Released: 5-Aug-2020 11:15 AM EDT
Incorporating Solar Harvesting Into the Side of Buildings Could Enhance Energy Sustainability
Rensselaer Polytechnic Institute (RPI)

If builders could incorporate solar harvesting into the siding of a building, the amount of energy from the grid that a structure would need may significantly decrease. In research published recently in Renewable Energy, a team of researchers from Rensselaer Polytechnic Institute, led by Diana-Andra Borca-Tasciuc, a professor of mechanical, aerospace, and nuclear engineering, demonstrated the potential of wedge-shaped luminescent solar concentrators (LSCs). These efficient modular solar units could easily be hung on the side of a building.

Released: 5-Aug-2020 11:05 AM EDT
NASA Awards STTR Research Grant To Geisel Software And UNLV For Robot Simulation Platform for Source Search and Mapping
Geisel Software, Inc.

Geisel Software, a Massachusetts-based custom software development firm, and University of Nevada Las Vegas (UNLV) are pleased to announce they have been awarded a Phase I Small Business Technology Transfer (STTR) grant by the National Aeronautics and Space Administration (NASA).

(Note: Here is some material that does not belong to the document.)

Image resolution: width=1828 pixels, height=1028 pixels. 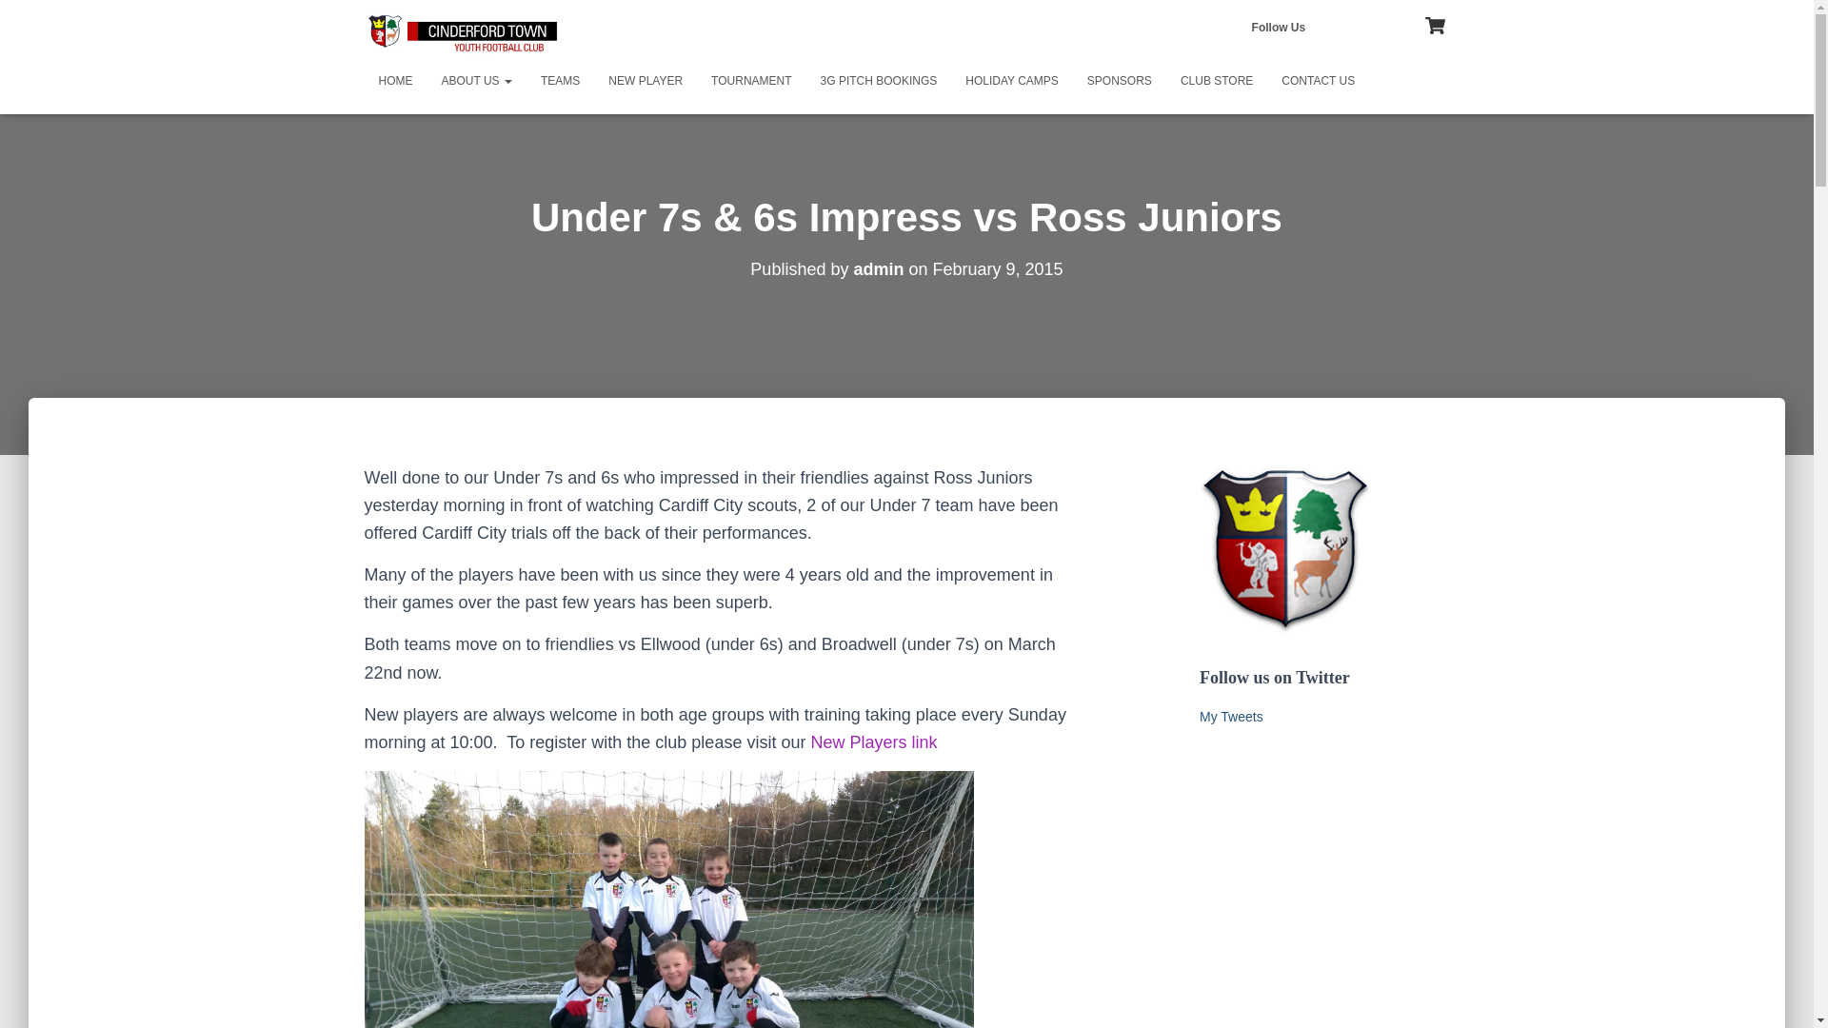 What do you see at coordinates (560, 81) in the screenshot?
I see `Teams` at bounding box center [560, 81].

Released: 5-Aug-2020 10:50 AM EDT
University of Miami Health System Launches Remote Monitoring Televigilance Program for Select COVID-19 Patients
University of Miami Health System, Miller School of Medicine

The University of Miami Health System has launched the UHealth Televigilance program, allowing providers to remotely monitor and care for COVID-19 patients who might otherwise need to continue care in inpatient settings.

   
Released: 5-Aug-2020 10:30 AM EDT
Big Opportunity for Telemedicine Emerges from COVID-19 Crisis
Johns Hopkins University Carey Business School

Phillip Phan, the Alonzo and Virginia Decker Professor of Strategy and Entrepreneurship at the Johns Hopkins Carey Business School, discusses promising developments in the field of telemedicine – developments that, ironically, may have been sped up by the onset of the coronavirus pandemic.

     
Released: 5-Aug-2020 9:00 AM EDT
Warwick Moto’s electric superbike build racing ahead despite lockdown
University of Warwick

A team of 25 students who formed Warwick Moto are designing, building and developing an electric superbike which was due to race this summer

Released: 5-Aug-2020 8:00 AM EDT
Smartphones prove to be time-saving analytical tools
American Society of Agronomy (ASA), Crop Science Society of America (CSSA), Soil Science Society of America (SSSA)

Scientists use a smartphone camera to easily measure soil density — a key metric for analyzing our soils

Released: 5-Aug-2020 7:15 AM EDT
Break it down: A new way to address common computing problem
Washington University in St. Louis

Researchers at the McKelvey School of Engineering at Washington University in St. Louis have developed a new algorithm for solving a common class of problem -- known as linear inverse problems -- by breaking them down into smaller tasks, each of which can be solved in parallel on standard computers.